Retail Margin Recovers, and Then Some
CAMARILLO, Calif. — The U.S. average regular grade gasoline pump price is $2.8185 per gallon, down 1.43 cents from two weeks ago and down 4.77 cents over the past six weeks, according to the most recent Lundberg Survey of approximately 2,500 U.S. gas stations.
Probably there is more price cutting to come.
U.S. refiner and retailer margins are each historically healthy, as is gasoline demand. Consumers have the benefits of flush supply and an average price discounted 76 cents under its year ago point.
While the upstream half of the petroleum business, exploration and production, is suffering lower oil prices, the downstream half–the whole downstream including refiners, retailers, and motorists–is having a fortuitous summer driving season.
Gasoline prices have edged down with lower oil prices, and now oil has lost a lot more ground. U.S. refiners are running capacity at an overall 95.5%, more than meeting celebratory high national gasoline demand growth, and their margin on gasoline is in a wide smile.
Retailers, meanwhile, have in these two weeks reversed their ill margin fortune, recovering their deep loss of the prior two weeks and then some: Retail margin on regular had been slashed in half between June 26 and July 10, from 21.4 cents to 10.9 cents. It has swelled to 25.3 cents on July 24. For their part, motorists are demanding more gasoline and getting it, while paying far less than they did on July 25 last year.
Retailers currently have their best margin on gasoline since 2015 began.
Right now, the down price influences on crude outweigh the up influences, so current prices may prevail for a while. If they do, then flush refiner gasoline margins may well mean further sharing of that bounty via price cutting at the racks and dealer tankwagon (DTW). Retailer margin is no longer too narrow to allow street price cutting, and in some markets it is recovered so well that it may shrink back some. In Los Angeles, scene of the still mostly hobbled ExxonMobil refinery, margin on July 24 is more than 49 cents per gallon, after spending several days in bleeding red margin territory.
Year to date, retail margin on regular is close on 16 cents, beaten only by calendar-year 2014.
Camarillo, Calif.-based Lundberg Survey Inc. is an independent market research company specializing in the U.S. petroleum marketing and related industries.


▶ _Exercise objective_
Only the pictures stay out; every record is to be quoted exactly.

====

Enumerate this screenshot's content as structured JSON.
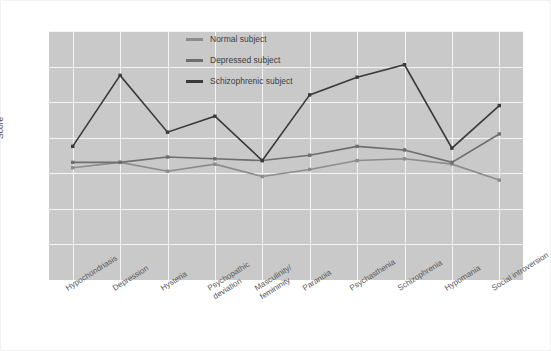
{
  "chart_data": {
    "type": "line",
    "title": "",
    "subtitle": "",
    "xlabel": "",
    "ylabel": "Score",
    "ylim": [
      0,
      90
    ],
    "y_ticks": [
      0,
      30,
      40,
      50,
      60,
      70,
      80,
      90
    ],
    "y_axis_broken": true,
    "grid": true,
    "legend_position": "inside-top-center",
    "plot_background": "#c9c9c9",
    "grid_color": "#f4f4f4",
    "categories": [
      "Hypochondriasis",
      "Depression",
      "Hysteria",
      "Psychopathic deviation",
      "Masculinity/femininity",
      "Paranoia",
      "Psychasthenia",
      "Schizophrenia",
      "Hypomania",
      "Social introversion"
    ],
    "category_lines": [
      [
        "Hypochondriasis"
      ],
      [
        "Depression"
      ],
      [
        "Hysteria"
      ],
      [
        "Psychopathic",
        "deviation"
      ],
      [
        "Masculinity/",
        "femininity"
      ],
      [
        "Paranoia"
      ],
      [
        "Psychasthenia"
      ],
      [
        "Schizophrenia"
      ],
      [
        "Hypomania"
      ],
      [
        "Social introversion"
      ]
    ],
    "series": [
      {
        "name": "Normal subject",
        "color": "#8c8c8c",
        "values": [
          51.5,
          53,
          50.5,
          52.5,
          49,
          51,
          53.5,
          54,
          52.5,
          48
        ]
      },
      {
        "name": "Depressed subject",
        "color": "#6e6e6e",
        "values": [
          53,
          53,
          54.5,
          54,
          53.5,
          55,
          57.5,
          56.5,
          53,
          61
        ]
      },
      {
        "name": "Schizophrenic subject",
        "color": "#3a3a3a",
        "values": [
          57.5,
          77.5,
          61.5,
          66,
          53.5,
          72,
          77,
          80.5,
          57,
          69
        ]
      }
    ]
  },
  "legend": {
    "items": [
      {
        "label": "Normal subject",
        "color": "#8c8c8c"
      },
      {
        "label": "Depressed subject",
        "color": "#6e6e6e"
      },
      {
        "label": "Schizophrenic subject",
        "color": "#3a3a3a"
      }
    ]
  },
  "axis": {
    "y_title": "Score"
  }
}
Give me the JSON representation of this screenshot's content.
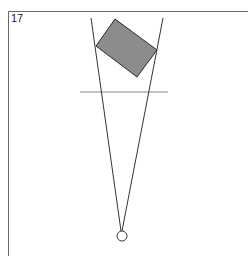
{
  "figure": {
    "label": "17",
    "colors": {
      "frame": "#6a6a6a",
      "rect_fill": "#8c8c8c",
      "rect_stroke": "#2a2a2a",
      "lines": "#333333",
      "bar": "#c4c4c4",
      "circle_stroke": "#333333"
    },
    "rectangle": {
      "points": "115,19 157,50 137,77 96,46"
    },
    "sight_lines": [
      {
        "x1": 91,
        "y1": 18,
        "x2": 121,
        "y2": 231
      },
      {
        "x1": 163,
        "y1": 18,
        "x2": 122,
        "y2": 231
      }
    ],
    "horizontal_bar": {
      "x1": 80,
      "y1": 92,
      "x2": 168,
      "y2": 92
    },
    "eye_circle": {
      "cx": 122,
      "cy": 236,
      "r": 5
    }
  }
}
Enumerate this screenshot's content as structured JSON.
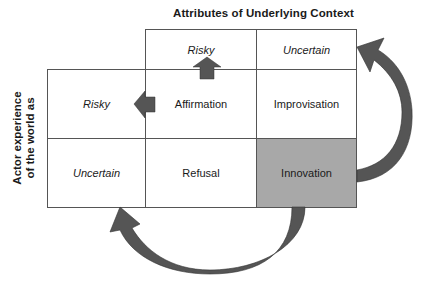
{
  "diagram": {
    "title": "Attributes of Underlying Context",
    "y_axis_label_line1": "Actor experience",
    "y_axis_label_line2": "of the world as",
    "column_headers": [
      "Risky",
      "Uncertain"
    ],
    "row_headers": [
      "Risky",
      "Uncertain"
    ],
    "cells": {
      "risky_risky": "Affirmation",
      "risky_uncertain": "Improvisation",
      "uncertain_risky": "Refusal",
      "uncertain_uncertain": "Innovation"
    },
    "highlighted_cell": "Innovation",
    "colors": {
      "shaded_cell": "#a8a8a8",
      "arrow_fill": "#555555",
      "grid_line": "#555555"
    },
    "arrows": [
      {
        "from": "Affirmation",
        "to": "column header Risky",
        "type": "straight-up"
      },
      {
        "from": "Affirmation",
        "to": "row header Risky",
        "type": "straight-left"
      },
      {
        "from": "Innovation",
        "to": "column header Uncertain",
        "type": "curved"
      },
      {
        "from": "Innovation",
        "to": "row header Uncertain",
        "type": "curved"
      }
    ]
  }
}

====

▶ _Result of the task_
Enumerate this screenshot's content as structured JSON.
{
  "chart_data": {
    "type": "line",
    "title": "",
    "subtitle": "",
    "xlabel": "",
    "ylabel": "Score",
    "ylim": [
      0,
      90
    ],
    "y_ticks": [
      0,
      30,
      40,
      50,
      60,
      70,
      80,
      90
    ],
    "y_axis_broken": true,
    "grid": true,
    "legend_position": "inside-top-center",
    "plot_background": "#c9c9c9",
    "grid_color": "#f4f4f4",
    "categories": [
      "Hypochondriasis",
      "Depression",
      "Hysteria",
      "Psychopathic deviation",
      "Masculinity/femininity",
      "Paranoia",
      "Psychasthenia",
      "Schizophrenia",
      "Hypomania",
      "Social introversion"
    ],
    "category_lines": [
      [
        "Hypochondriasis"
      ],
      [
        "Depression"
      ],
      [
        "Hysteria"
      ],
      [
        "Psychopathic",
        "deviation"
      ],
      [
        "Masculinity/",
        "femininity"
      ],
      [
        "Paranoia"
      ],
      [
        "Psychasthenia"
      ],
      [
        "Schizophrenia"
      ],
      [
        "Hypomania"
      ],
      [
        "Social introversion"
      ]
    ],
    "series": [
      {
        "name": "Normal subject",
        "color": "#8c8c8c",
        "values": [
          51.5,
          53,
          50.5,
          52.5,
          49,
          51,
          53.5,
          54,
          52.5,
          48
        ]
      },
      {
        "name": "Depressed subject",
        "color": "#6e6e6e",
        "values": [
          53,
          53,
          54.5,
          54,
          53.5,
          55,
          57.5,
          56.5,
          53,
          61
        ]
      },
      {
        "name": "Schizophrenic subject",
        "color": "#3a3a3a",
        "values": [
          57.5,
          77.5,
          61.5,
          66,
          53.5,
          72,
          77,
          80.5,
          57,
          69
        ]
      }
    ]
  },
  "legend": {
    "items": [
      {
        "label": "Normal subject",
        "color": "#8c8c8c"
      },
      {
        "label": "Depressed subject",
        "color": "#6e6e6e"
      },
      {
        "label": "Schizophrenic subject",
        "color": "#3a3a3a"
      }
    ]
  },
  "axis": {
    "y_title": "Score"
  }
}
Give me the JSON representation of this screenshot's content.
{
  "figure": {
    "label": "17",
    "colors": {
      "frame": "#6a6a6a",
      "rect_fill": "#8c8c8c",
      "rect_stroke": "#2a2a2a",
      "lines": "#333333",
      "bar": "#c4c4c4",
      "circle_stroke": "#333333"
    },
    "rectangle": {
      "points": "115,19 157,50 137,77 96,46"
    },
    "sight_lines": [
      {
        "x1": 91,
        "y1": 18,
        "x2": 121,
        "y2": 231
      },
      {
        "x1": 163,
        "y1": 18,
        "x2": 122,
        "y2": 231
      }
    ],
    "horizontal_bar": {
      "x1": 80,
      "y1": 92,
      "x2": 168,
      "y2": 92
    },
    "eye_circle": {
      "cx": 122,
      "cy": 236,
      "r": 5
    }
  }
}
Enumerate this screenshot's content as structured JSON.
{
  "diagram": {
    "title": "Attributes of Underlying Context",
    "y_axis_label_line1": "Actor experience",
    "y_axis_label_line2": "of the world as",
    "column_headers": [
      "Risky",
      "Uncertain"
    ],
    "row_headers": [
      "Risky",
      "Uncertain"
    ],
    "cells": {
      "risky_risky": "Affirmation",
      "risky_uncertain": "Improvisation",
      "uncertain_risky": "Refusal",
      "uncertain_uncertain": "Innovation"
    },
    "highlighted_cell": "Innovation",
    "colors": {
      "shaded_cell": "#a8a8a8",
      "arrow_fill": "#555555",
      "grid_line": "#555555"
    },
    "arrows": [
      {
        "from": "Affirmation",
        "to": "column header Risky",
        "type": "straight-up"
      },
      {
        "from": "Affirmation",
        "to": "row header Risky",
        "type": "straight-left"
      },
      {
        "from": "Innovation",
        "to": "column header Uncertain",
        "type": "curved"
      },
      {
        "from": "Innovation",
        "to": "row header Uncertain",
        "type": "curved"
      }
    ]
  }
}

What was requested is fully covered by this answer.